Thus Friends Absent Speak
By Yu Guangzhong
To get letters from friends, especially airmail letters fromoverseas that bear the stamp of exotic climes, is unquestionably one of life'sgreatest pleasures, provided, that is, that they do not call for a reply.Answering letters is a heavy price to pay for the enjoyment of reading letters.The inevitable consequence of tardiness or infrequency in answering letters isa corresponding reductioning, and ultimate cessation of, the pleasure ofreceiving letters, in which case friendship is prematurely broken off, untilthe day in sackcloth and ashes you summon up the willpower to put pen to paperagain. Through this dilly-dallying the pleasure of receiving letters has turnedto the misery of owing letters. I am an old lag in this respect: practicallyevery one of the friends I have made in my comings and goings can recite frommy crime sheet. W. H. Auden once admitted that he was in the habit of shelvingimportant letters, preferring instead to curl up with a detective novel; whileOscar Wilde remarked to Henley: “I have known men come to London full of brightprospects and seen them complete wrecks in a few months through a habit ofanswering letters.” Clearly Wilde's view was that to enjoy life one shouldrenounce the bad habit of answering letters. So I am not the only one to befaint-hearted in the regard.
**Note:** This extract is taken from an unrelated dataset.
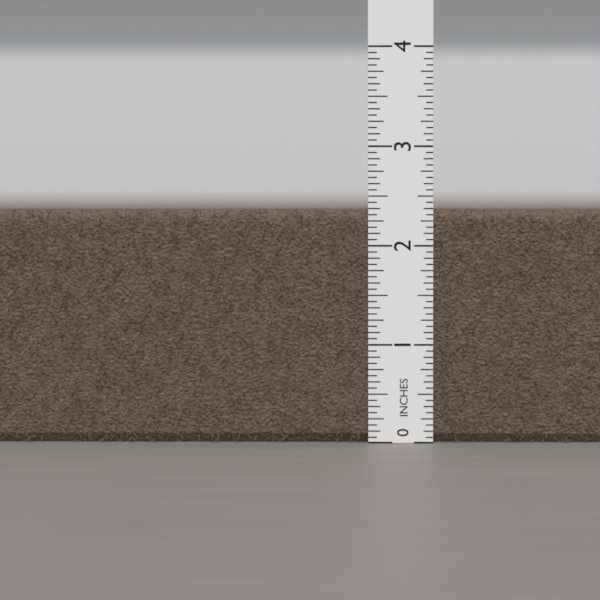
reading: 2.3750 in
If it is conceded that replying to letters is to be dreaded, on theother hand, not replying to letters is by no means a matter of unalloyed bliss.Normally a hundred or so letters are stacked on my bookshelf, of diversematurity of debt outstanding, the longest being over a year. That kind ofpressure is more than an ordinary sinner can bear. A stack of unansweredletters battens on me like a bevy of plaintive ghosts and plays havoc with mysmitten conscience. In principle the letters are there for replying to. I canswear in all honesty that I have never while of sound mind determined not toanswer people's letters. The problem is a technical one. Suppose I had a wholesummer night at my disposal: should I first answer the letter that was senteighteen months ago, or that one that was sent seven months ago? After such along delay even the expiry date for apology and self-recrimination would surelyhave passed? In your friends' eyes, you have already stepped beyond the pale,are of no account. On the grapevine your reputation is “that impossiblefellow”.
Actually even if you screw up all your moral courage and settle downat your desk to pay off your letter debt come what may, the thing is easiersaid than done. Old epistles and new missives are jumbled up together andstuffed in the drawers or strewn on shelves; some have been answered, some not.As the poet was told about the recluse he was looking for: “I know he's inthese mountains, but in this mist I can't tell where.” The time and energy youwould spend to find the letter you have decided to answer would be severaltimes that needed to write the reply itself. If you went on to anticipate thatyour friend's reaction to receiving your letter would be less “surprised byjoy” than “resentment rekindled”, then your marrow would turn to water, andyour debt would never be cleared.
To leave letters unanswered is not equivalent to forgetting friends,no more than it is conceivable that debtors can forget their creditors. At thebottom of such disquietude, at the end of your nightmares, there forever lurksthe shadowy presence of this friend with his angry frown and baleful looks: no,you can never forget him. Those who you really put out of your mind, and do so withoutqualm, are those friends who have already been replied to.